Abstract: Early Evidence of the Influence of Extending Foster Care to Young Adults on Exits to Legal Permanency (Society for Social Work and Research 20th Annual Conference - Grand Challenges for Social Work: Setting a Research Agenda for the Future)

Early Evidence of the Influence of Extending Foster Care to Young Adults on Exits to Legal Permanency

Schedule:
Friday, January 15, 2016: 9:30 AM
Ballroom Level-Renaissance Ballroom West Salon A (Renaissance Washington, DC Downtown Hotel)
* noted as presenting author
Mark E. Courtney, PhD, Professor, University of Chicago, Chicago, IL
Nathanael Okpych, MSW, Doctoral Student, University of Chicago, Chicago, IL
Background: Concern has been raised about potentially negative effects of extending foster care to age 21 on older youths’ exits from care to family reunification, adoption and guardianship, commonly referred to as legal permanency (Courtney, Dworsky, and Napolitano, 2013). Some observers argue that extending foster care to young adults may lead social workers and courts to view the achievement of legally-permanent placements with less urgency. Others speculate that individuals may be more reluctant to adopt or assume guardianship of older adolescents if that might lead to a loss of benefits for the young person. This study examines the relationship between extended foster care and older adolescents’ exits from care in California. 

Methods: Using administrative records from California’s child welfare system, we identified 21,884 youth who were in care at age 17 on January 1st of 2010, 2011, 2012, and 2013, respectively. Youth who remained in care on their 18th birthday were coded as “still in care” while exits from care included reunification with family, adoption, legal guardianship, emancipation, runaway, and “other” exits. We compared the exits of youth who were 17 and in care on January 1st of 2010 and 2011, the two years immediately preceding the change in the law, to those of youth in care at 17 on January 1st of 2012 and 2013, the first two years that the law was in effect, through the youth’s 18 birthday. We also estimated logistic regression models of change in exits over time, controlling for selected characteristics of youth and their experiences in care.

Results:  Youth in the extended-care era (81.96%) were more likely than youth from the earlier period (71.42%) to remain in care to 18 (p < .001). Youth were much less likely to exit to emancipation prior to age 18 in the extended care era (.93%) than before (7.52%) (p < .001). Runaway and exits we categorized as “other” also declined markedly, going from 6.96% of all exits prior to the change in the law to 4.12% afterwards (p < .05). There were no statistically-significant changes over time in the rates of adoption and guardianship for these older youth (about 3% of all exits), but the percentage of youth exiting to reunification prior to age 18 declined slightly from 11.01% prior to the law to 10.01% after the law went into effect (p < .05). Logistic regression controlling for youth gender, race/ethnicity, time in care, episodes in care, number of placements, primary placement, and the urbanicity of the youths’ placing county, found the same relationship between extended care and exits as found through descriptive analyses.

Conclusions: Early evidence suggests that youth approaching the age of majority in care are more likely to remain in care past their 18th birthday when child welfare policy makes that option available. However, the exits that are most affected by this are legal emancipation (i.e. becoming legally independent prior to age18), running away from care, or experiencing other generally undesirable exits that do not constitute legal permanency, rather than exits to permanency.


• **What to produce**: Every line below containing the word "delta" should be found and copied.

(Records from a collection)
-*-

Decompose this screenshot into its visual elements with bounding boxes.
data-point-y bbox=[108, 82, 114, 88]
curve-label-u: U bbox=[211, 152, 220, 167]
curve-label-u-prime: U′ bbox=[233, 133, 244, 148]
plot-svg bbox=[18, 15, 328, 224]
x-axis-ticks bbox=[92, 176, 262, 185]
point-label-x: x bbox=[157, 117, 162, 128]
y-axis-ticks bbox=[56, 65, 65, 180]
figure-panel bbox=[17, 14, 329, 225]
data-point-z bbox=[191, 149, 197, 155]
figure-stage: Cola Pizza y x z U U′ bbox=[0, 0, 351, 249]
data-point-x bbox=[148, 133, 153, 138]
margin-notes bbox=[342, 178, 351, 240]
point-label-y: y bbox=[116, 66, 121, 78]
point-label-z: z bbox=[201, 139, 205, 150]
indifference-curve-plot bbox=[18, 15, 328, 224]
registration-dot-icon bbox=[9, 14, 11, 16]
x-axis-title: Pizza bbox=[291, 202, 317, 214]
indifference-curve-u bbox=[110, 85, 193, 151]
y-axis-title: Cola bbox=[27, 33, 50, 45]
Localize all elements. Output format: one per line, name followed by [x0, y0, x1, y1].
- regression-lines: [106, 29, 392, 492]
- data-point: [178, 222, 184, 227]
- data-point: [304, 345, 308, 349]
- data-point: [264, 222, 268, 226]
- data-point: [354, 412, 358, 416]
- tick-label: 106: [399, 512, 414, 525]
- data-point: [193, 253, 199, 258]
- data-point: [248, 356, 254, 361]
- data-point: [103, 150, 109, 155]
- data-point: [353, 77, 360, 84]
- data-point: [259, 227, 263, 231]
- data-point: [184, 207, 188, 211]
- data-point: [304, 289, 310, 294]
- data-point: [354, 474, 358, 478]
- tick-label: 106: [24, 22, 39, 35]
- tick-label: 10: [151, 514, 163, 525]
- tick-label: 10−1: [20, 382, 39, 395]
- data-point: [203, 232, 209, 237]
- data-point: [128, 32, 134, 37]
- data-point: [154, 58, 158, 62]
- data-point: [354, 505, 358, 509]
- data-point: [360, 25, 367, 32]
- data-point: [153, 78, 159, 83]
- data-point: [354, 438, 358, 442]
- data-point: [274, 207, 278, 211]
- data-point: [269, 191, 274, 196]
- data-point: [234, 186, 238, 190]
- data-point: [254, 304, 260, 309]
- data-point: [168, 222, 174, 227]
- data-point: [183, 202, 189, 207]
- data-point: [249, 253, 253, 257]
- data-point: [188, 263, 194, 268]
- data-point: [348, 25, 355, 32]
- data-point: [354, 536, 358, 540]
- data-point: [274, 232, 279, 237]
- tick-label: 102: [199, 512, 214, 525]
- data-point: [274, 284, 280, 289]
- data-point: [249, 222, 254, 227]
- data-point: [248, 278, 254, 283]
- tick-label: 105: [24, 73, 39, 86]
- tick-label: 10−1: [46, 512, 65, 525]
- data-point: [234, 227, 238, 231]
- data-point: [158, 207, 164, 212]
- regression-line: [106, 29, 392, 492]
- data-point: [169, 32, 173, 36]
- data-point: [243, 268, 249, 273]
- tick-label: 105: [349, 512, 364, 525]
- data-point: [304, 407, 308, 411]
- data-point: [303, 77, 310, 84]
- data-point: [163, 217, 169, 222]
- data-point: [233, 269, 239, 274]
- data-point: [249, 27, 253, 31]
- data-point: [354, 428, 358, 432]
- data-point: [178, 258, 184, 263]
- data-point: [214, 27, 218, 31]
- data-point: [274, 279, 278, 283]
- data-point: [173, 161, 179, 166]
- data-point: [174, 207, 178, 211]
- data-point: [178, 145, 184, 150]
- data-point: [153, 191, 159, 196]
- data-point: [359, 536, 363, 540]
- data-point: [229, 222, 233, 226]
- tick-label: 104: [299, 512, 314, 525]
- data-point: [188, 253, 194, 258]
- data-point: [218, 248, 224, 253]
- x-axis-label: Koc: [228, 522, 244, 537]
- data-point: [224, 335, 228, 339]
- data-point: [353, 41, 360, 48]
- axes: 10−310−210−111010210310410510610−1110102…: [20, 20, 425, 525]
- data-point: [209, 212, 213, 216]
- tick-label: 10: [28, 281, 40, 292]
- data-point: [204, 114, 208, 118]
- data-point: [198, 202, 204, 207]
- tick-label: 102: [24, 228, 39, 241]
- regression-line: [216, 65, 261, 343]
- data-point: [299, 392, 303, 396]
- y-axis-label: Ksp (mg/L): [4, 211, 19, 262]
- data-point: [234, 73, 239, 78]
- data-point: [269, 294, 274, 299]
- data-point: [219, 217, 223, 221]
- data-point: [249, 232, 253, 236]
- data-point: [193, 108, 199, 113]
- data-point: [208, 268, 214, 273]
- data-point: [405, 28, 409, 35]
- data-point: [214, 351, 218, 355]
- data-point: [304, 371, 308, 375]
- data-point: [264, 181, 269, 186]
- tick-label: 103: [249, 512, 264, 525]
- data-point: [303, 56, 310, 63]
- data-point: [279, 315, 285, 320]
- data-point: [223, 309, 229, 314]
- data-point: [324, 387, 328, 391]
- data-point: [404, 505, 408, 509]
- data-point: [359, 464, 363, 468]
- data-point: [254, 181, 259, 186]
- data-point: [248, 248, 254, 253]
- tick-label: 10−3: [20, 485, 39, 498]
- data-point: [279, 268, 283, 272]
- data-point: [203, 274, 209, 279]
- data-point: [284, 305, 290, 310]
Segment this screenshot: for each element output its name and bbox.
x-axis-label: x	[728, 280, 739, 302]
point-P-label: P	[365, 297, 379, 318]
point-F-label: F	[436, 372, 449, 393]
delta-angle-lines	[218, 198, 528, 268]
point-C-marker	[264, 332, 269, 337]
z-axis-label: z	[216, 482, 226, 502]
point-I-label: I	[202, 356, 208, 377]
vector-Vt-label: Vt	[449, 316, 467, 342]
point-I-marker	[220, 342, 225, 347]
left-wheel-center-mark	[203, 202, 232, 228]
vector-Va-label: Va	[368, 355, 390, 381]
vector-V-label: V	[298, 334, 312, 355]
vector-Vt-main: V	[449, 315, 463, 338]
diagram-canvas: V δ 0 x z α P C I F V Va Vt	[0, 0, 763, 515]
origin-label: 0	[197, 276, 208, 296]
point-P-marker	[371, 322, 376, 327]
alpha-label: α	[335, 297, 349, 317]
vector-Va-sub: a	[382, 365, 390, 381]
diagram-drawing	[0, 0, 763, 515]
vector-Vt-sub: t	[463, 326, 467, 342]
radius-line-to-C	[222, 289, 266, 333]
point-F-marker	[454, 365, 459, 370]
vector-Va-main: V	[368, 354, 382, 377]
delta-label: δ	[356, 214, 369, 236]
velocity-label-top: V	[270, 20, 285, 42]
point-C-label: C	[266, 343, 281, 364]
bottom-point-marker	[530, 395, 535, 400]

-*-

• **Output for this task**:
delta-angle-lines	[218, 198, 528, 268]
delta-label: δ	[356, 214, 369, 236]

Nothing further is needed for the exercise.